There are two other bidders also in the fray, making it a four-way battle for the spoils. The four consortia are: Mukesh Ambani with IL&FS (along with other partners); Anil Ambani with Hyundai Engineering, L&T-Gammon, and Iffco (along with others). The 22-km sea link project is intended to connect south Mumbai (Sewri) to the mainland (Nhava) in the southern part of Navi Mumbai through a six-lane dual carriageway in the first phase. #

Scrapping a Bombay high court order that had approved the Maharashtra State Road Development Corporation’s (MSRDC’s) decision to disqualify a REL-led consortium from bidding on technical grounds, the apex court said: ``We hold that the REL/HECL (Hyundai Engineering & Construction Co Ltd) was erroneously excluded from the second stage of the bidding process’’.

A bench comprising Justices Arijit Pasayat and SH Kapadia directed REL to submit its financial bid for the sea-link project within three months. The bench also ridiculed MSRDC for the vagueness in the terms and conditions prescribed for the bid.

The tenders must indicate with “legal certainty, (the) norms and benchmarks” to be used for judging the bids. Otherwise “it may violate the doctrine of level playing field’’, the bench added.

On June 4, the Bombay high court stayed the opening of bids for four weeks till July 2. REL challenged it and the apex court had extended the period of stay until a final decision on REL’s appeal.
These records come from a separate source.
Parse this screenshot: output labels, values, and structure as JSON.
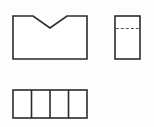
{
  "canvas": {
    "width": 154,
    "height": 127,
    "background_color": "#fdfdfd",
    "line_color": "#2b2b2b",
    "hidden_line_color": "#555555",
    "fill_color": "#ffffff"
  },
  "drawing": {
    "type": "orthographic-projection",
    "description": "Three-view engineering line drawing of a block with a V-shaped notch",
    "views": [
      {
        "id": "front-view",
        "name": "front-view-notched-rectangle",
        "position": "top-left",
        "shape": "rectangle-with-v-notch",
        "x": 13,
        "y": 16,
        "width": 74,
        "height": 43,
        "notch": {
          "name": "v-notch",
          "left_x": 33,
          "right_x": 67,
          "apex_x": 50,
          "apex_y": 28,
          "top_y": 16
        },
        "outline_points": "13,16 33,16 50,28 67,16 87,16 87,59 13,59"
      },
      {
        "id": "side-view",
        "name": "side-view-rectangle-with-hidden-line",
        "position": "top-right",
        "shape": "rectangle-with-hidden-line",
        "x": 115,
        "y": 16,
        "width": 25,
        "height": 43,
        "hidden_line": {
          "name": "hidden-edge-dashed",
          "y": 28,
          "x_start": 115,
          "x_end": 140,
          "style": "dashed"
        }
      },
      {
        "id": "top-view",
        "name": "top-view-divided-rectangle",
        "position": "bottom-left",
        "shape": "rectangle-with-vertical-dividers",
        "x": 13,
        "y": 90,
        "width": 74,
        "height": 28,
        "cell_count": 4,
        "divider_x_positions": [
          31.5,
          50,
          68.5
        ]
      }
    ]
  }
}
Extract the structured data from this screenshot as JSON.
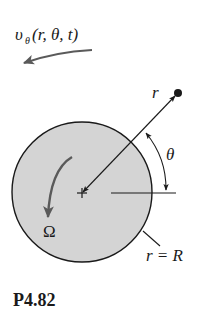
{
  "figure": {
    "caption": "P4.82",
    "velocity_label": {
      "base": "υ",
      "subscript": "θ",
      "args": "(r, θ, t)"
    },
    "radius_label": "r",
    "angle_label": "θ",
    "rotation_label": "Ω",
    "boundary_label": "r = R"
  },
  "colors": {
    "disk_fill": "#d4d4d4",
    "line": "#1a1a1a",
    "arrow_gray": "#5a5a5a"
  }
}
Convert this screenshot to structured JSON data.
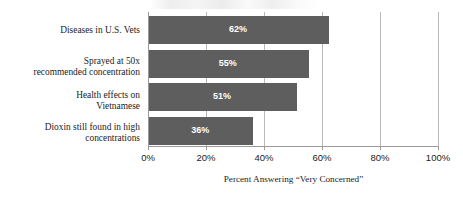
{
  "chart_data": {
    "type": "bar",
    "orientation": "horizontal",
    "title": "",
    "xlabel": "Percent Answering “Very Concerned”",
    "ylabel": "",
    "xlim": [
      0,
      100
    ],
    "grid": true,
    "legend": "none",
    "xunit": "%",
    "categories": [
      "Diseases in U.S. Vets",
      "Sprayed at 50x recommended concentration",
      "Health effects on Vietnamese",
      "Dioxin still found in high concentrations"
    ],
    "category_lines": [
      [
        "Diseases in U.S. Vets"
      ],
      [
        "Sprayed at 50x",
        "recommended concentration"
      ],
      [
        "Health effects on",
        "Vietnamese"
      ],
      [
        "Dioxin still found in high",
        "concentrations"
      ]
    ],
    "values": [
      62,
      55,
      51,
      36
    ],
    "value_labels": [
      "62%",
      "55%",
      "51%",
      "36%"
    ],
    "xticks": [
      0,
      20,
      40,
      60,
      80,
      100
    ],
    "xtick_labels": [
      "0%",
      "20%",
      "40%",
      "60%",
      "80%",
      "100%"
    ],
    "colors": {
      "bar": "#5e5e5e",
      "value_label": "#ffffff",
      "gridline": "#b9b9b9",
      "axis": "#9a9a9a",
      "text": "#1c1c1c",
      "background": "#ffffff"
    }
  }
}
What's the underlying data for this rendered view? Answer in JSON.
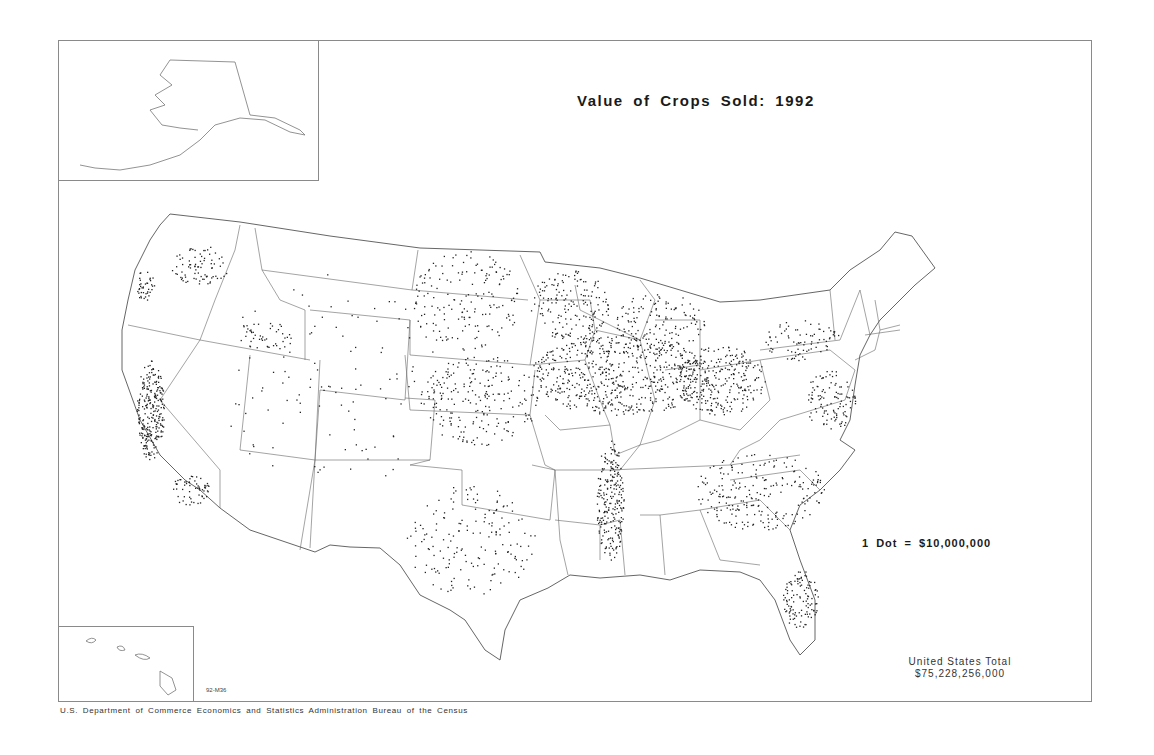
{
  "map": {
    "title": "Value of Crops Sold: 1992",
    "legend": "1 Dot = $10,000,000",
    "total_label": "United States Total",
    "total_value": "$75,228,256,000",
    "map_code": "92-M36",
    "footer": "U.S. Department of Commerce   Economics and Statistics Administration   Bureau of the Census",
    "insets": [
      "Alaska",
      "Hawaii"
    ],
    "colors": {
      "frame": "#8a8a8a",
      "boundary": "#555555",
      "dot": "#222222",
      "background": "#ffffff"
    },
    "dot_clusters": [
      {
        "region": "Central Valley CA",
        "cx": 150,
        "cy": 410,
        "rx": 14,
        "ry": 50,
        "n": 260
      },
      {
        "region": "Southern CA",
        "cx": 190,
        "cy": 490,
        "rx": 20,
        "ry": 15,
        "n": 60
      },
      {
        "region": "Eastern WA",
        "cx": 200,
        "cy": 265,
        "rx": 30,
        "ry": 20,
        "n": 80
      },
      {
        "region": "Willamette OR",
        "cx": 145,
        "cy": 285,
        "rx": 10,
        "ry": 15,
        "n": 40
      },
      {
        "region": "Snake River ID",
        "cx": 265,
        "cy": 335,
        "rx": 30,
        "ry": 15,
        "n": 45
      },
      {
        "region": "Iowa/Illinois Corn Belt",
        "cx": 620,
        "cy": 375,
        "rx": 90,
        "ry": 40,
        "n": 620
      },
      {
        "region": "Indiana/Ohio",
        "cx": 720,
        "cy": 380,
        "rx": 45,
        "ry": 35,
        "n": 260
      },
      {
        "region": "Minnesota",
        "cx": 570,
        "cy": 305,
        "rx": 40,
        "ry": 35,
        "n": 170
      },
      {
        "region": "Dakotas",
        "cx": 465,
        "cy": 300,
        "rx": 55,
        "ry": 50,
        "n": 170
      },
      {
        "region": "Kansas/Nebraska",
        "cx": 480,
        "cy": 400,
        "rx": 60,
        "ry": 45,
        "n": 220
      },
      {
        "region": "Mississippi Delta",
        "cx": 610,
        "cy": 500,
        "rx": 14,
        "ry": 60,
        "n": 230
      },
      {
        "region": "Texas",
        "cx": 470,
        "cy": 540,
        "rx": 65,
        "ry": 55,
        "n": 170
      },
      {
        "region": "Southeast",
        "cx": 760,
        "cy": 490,
        "rx": 65,
        "ry": 40,
        "n": 230
      },
      {
        "region": "Florida",
        "cx": 800,
        "cy": 600,
        "rx": 18,
        "ry": 30,
        "n": 110
      },
      {
        "region": "Mid-Atlantic",
        "cx": 830,
        "cy": 400,
        "rx": 25,
        "ry": 30,
        "n": 110
      },
      {
        "region": "New York/Pennsylvania",
        "cx": 800,
        "cy": 340,
        "rx": 40,
        "ry": 20,
        "n": 80
      },
      {
        "region": "Michigan/Wisconsin",
        "cx": 660,
        "cy": 320,
        "rx": 45,
        "ry": 30,
        "n": 130
      },
      {
        "region": "Mountain West sparse",
        "cx": 330,
        "cy": 380,
        "rx": 110,
        "ry": 110,
        "n": 110
      }
    ]
  }
}
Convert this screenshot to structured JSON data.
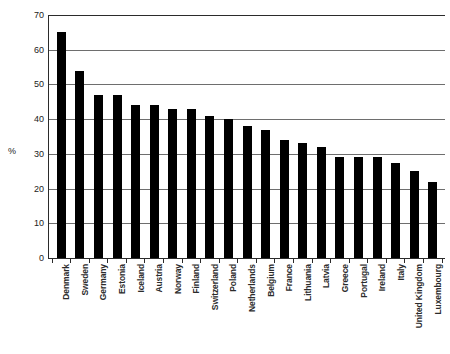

It's Anil Vs Mukesh for trans-harbour project

MSRDC had disqualified REL from participating in the bidding process on the ground that its partner Hyundai did not meet the net worth criterion of Rs 200 crore despite REL’s claim that it was, on its own, capable of meeting the net worth requirements of the entire consortium.

MSRDC consultants didn’t give any reason for rejecting the indirect method (reconciliation method) invoked by KPMG, the chartered accountants of the REL consortium, the court noted. #

The bench said that “if future cash impact was the basis to exclude the REL consortium, then MSRDC consultants - Jean Muller, France, and Crisil - should have considered cash flow reporting methods which includes (the) reconciliation method”’.

“The very purpose of cash flow reporting is to find out the ability of HECL to generate cash flows in future and, if an important method of cash flow reporting is kept out without any reason, then the decision to exclude REL/HECL is arbitrary, whimsical and unreasonable’’, the court ruled.

``In our view, for non-consideration of the reconciliation method under cash flow reporting system, the impugned decision-making process stood vitiated,” the court said.

REL’s counsel KK Venugopal had argued that “the decision-making process stood vitiated for the reason that the report of the peer committee, which disagreed with MSRDC’s consultants, was referred to Crisil, which was just a rating agency and not (a firm of) chartered accountants.”

On the other hand, MSRDC’s counsel and former additional solicitor general Altaf Ahmed had contended that the corporation merely acted on the basis of evaluations done by expert consultants who stated that the financial position of HECL as in December, 2001, was poor and the provisioning made by it between 1999 and 2001 would have future cash impact.